The Smolinski effect.


It’s time to start wondering if Evan Carter’s 2023 was a fluke.

Does anyone remember Jake Smolinski? Or, more to the point, does anyone remember Jake Smolinski’s 2014 call up with the Rangers?

Smolinksi was an outfielder in the Rangers system in 2014 when he was called up toward the end of the 2014 season. This was the season the Rangers would lose 95 games and end up in dead last in the American League West.

The Rangers were horrible and injury riddled and decided to call up Smolinski. Why not? They had nothing to lose.

All the kid did was crush the ball. In twenty-four games and eighty-six at-bats, the twenty-five-year-old hit .349, with a stellar .391 on-base percentage, .903 OPS and an OPS+ of 150. He hit so well, the Rangers won fourteen of their final twenty games of the season, ending on a high note. 

(Smolinki’s late-season heroics also prevented the Rangers from getting the first-round pick they were almost a lock to get before he helped spark the September surge.

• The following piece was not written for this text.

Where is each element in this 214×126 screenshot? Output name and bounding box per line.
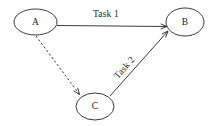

Instead of picking Dansby Swanson, who ended up falling to the Diamondbacks at one, or Alex Bregman, who the Astros picked at two, the Rangers had to settle for Dillon Tate.)

That eye-opening end-of-season performance from Smolinski turned out to be a fluke. He batted .193 in 2015, .238 in 2016, .259 in 2017, and .128 in 2018. His OPS+ was never higher than the 77 he racked up in 2016. He was out of the major leagues by 2019.

The Jake Smolinski story is a cautionary warning about Evan Carter, who put up equally impressive late-season numbers in 2023 as Smolinksi did in 2014. 

Unlike Smolinski, Carter’s performance helped the Rangers win the World Series.

Will Carter’s fate end up being like Smolinski’s?